His group calculates that if countries do just what they have pledged so far, global warming by the end of the century would be about 3.5 degrees Celsius. So there's still a ways to go.
"But the way that this process is coming together for Paris makes us believe that it is actually possible to get further, and get all the way down to 2 degrees," Jones says.
That is, at some point in the future, maybe, if the summit in Paris can just get the world headed down the right path.
Another group used countries' climate pledges to calculate that the world could limit warming to 2.7 degrees Celsius, if countries continue to improve on their pledges and make more ambitious reductions in greenhouse gases over time.
"The big move for countries to put forward plans is actually quite impressive," says Bill Hare, head of Climate Analytics, a nonprofit institute in Berlin, Germany. "The very fact that they are doing it is a positive story."
What countries does Hare think are like drinking buddies who haven't put in enough?
"Canada, Japan, Australia, New Zealand," he says. "Russia as well, actually, could afford to do a lot more than they're doing."
He thinks China and the European Union have pledged an OK amount.
"The U.S. is a bit like that guy who always was a bit slow to pay at the bar and then somehow got a few negative messages from their mates," says Hare, "and then starts to say, 'OK look, right — now it's time to catch up a bit, and I'm going to buy a round here and a round there.'"
These pledges are only part of the U.N.'s overall effort to get the whole world acting together against climate change.

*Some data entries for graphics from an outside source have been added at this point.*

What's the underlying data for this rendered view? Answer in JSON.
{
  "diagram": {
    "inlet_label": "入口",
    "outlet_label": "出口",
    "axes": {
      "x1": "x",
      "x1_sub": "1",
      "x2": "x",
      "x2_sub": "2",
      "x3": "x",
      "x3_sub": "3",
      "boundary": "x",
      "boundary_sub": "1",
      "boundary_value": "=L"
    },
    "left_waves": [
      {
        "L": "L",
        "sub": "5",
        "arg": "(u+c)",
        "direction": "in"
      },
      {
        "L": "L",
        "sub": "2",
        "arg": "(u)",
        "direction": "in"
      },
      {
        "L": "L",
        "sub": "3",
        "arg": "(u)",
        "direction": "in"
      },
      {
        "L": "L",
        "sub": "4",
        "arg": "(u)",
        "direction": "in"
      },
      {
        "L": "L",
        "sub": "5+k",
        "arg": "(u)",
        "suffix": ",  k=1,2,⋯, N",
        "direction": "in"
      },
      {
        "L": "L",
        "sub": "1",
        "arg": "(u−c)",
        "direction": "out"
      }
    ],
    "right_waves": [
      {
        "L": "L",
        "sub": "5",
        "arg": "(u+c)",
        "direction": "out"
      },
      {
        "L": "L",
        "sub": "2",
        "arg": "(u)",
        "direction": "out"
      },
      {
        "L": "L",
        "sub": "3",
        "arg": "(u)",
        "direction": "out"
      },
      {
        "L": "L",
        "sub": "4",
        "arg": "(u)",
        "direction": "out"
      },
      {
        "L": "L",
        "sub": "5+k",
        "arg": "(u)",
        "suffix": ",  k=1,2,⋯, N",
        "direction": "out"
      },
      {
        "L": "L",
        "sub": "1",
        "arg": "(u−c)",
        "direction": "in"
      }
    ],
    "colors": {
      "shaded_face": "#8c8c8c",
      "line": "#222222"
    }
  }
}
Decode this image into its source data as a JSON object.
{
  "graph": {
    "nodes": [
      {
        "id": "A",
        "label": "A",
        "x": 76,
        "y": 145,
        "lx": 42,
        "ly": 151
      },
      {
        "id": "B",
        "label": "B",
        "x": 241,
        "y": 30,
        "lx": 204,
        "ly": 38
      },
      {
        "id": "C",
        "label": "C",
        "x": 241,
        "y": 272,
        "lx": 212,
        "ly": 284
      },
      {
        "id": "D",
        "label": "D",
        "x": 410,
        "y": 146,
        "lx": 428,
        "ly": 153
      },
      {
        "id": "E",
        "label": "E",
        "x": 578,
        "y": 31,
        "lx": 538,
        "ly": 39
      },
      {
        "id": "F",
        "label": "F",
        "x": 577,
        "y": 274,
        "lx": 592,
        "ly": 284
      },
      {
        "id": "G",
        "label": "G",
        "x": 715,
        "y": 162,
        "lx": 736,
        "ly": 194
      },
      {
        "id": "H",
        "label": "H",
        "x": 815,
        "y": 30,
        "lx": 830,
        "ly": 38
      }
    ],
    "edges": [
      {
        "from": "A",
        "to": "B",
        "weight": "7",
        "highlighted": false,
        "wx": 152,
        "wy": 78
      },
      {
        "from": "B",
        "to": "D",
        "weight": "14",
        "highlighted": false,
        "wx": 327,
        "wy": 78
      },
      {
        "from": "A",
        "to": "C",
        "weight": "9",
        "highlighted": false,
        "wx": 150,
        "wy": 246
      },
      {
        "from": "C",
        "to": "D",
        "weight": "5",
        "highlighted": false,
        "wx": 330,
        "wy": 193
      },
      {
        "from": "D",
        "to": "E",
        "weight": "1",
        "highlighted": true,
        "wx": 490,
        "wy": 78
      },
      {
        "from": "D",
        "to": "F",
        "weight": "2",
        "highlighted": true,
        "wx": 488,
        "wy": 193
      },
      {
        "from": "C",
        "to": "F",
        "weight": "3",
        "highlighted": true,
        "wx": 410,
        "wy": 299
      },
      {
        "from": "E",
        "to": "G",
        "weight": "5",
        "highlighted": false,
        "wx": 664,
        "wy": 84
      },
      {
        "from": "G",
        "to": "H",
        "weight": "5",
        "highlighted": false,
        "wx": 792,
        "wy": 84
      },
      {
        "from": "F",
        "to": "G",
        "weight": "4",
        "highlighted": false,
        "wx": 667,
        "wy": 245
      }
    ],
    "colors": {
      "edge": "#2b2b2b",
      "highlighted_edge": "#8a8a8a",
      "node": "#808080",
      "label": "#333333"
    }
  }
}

Questions about fairness lie at the heart of the whole process, as nations big and small, rich and poor argue over how much they really owe.
Hare says poorer countries that are trying to develop are pushing back against the richer nations, saying: "You guys got all the chance in the world to burn as much carbon as you wanted and you're telling us 'Hey, time to stop?' " Those developing countries are worried about their future economic growth.
Meanwhile, countries especially vulnerable to climate change say they need help to cope with droughts, extreme weather and rising seas.
"Some countries are beginning to feel like they're standing outside a very noisy bar looking for a taxi to get home and some drunken people wander out into the street and get aggressive and push them around," Hare says.
The final summit in Paris is just weeks away, and tension is building. At the start of this week's negotiation session in Bonn, developing nations complained bitterly that a draft agreement for the negotiations was unfair — basically, that the rich nations were trying to stiff them.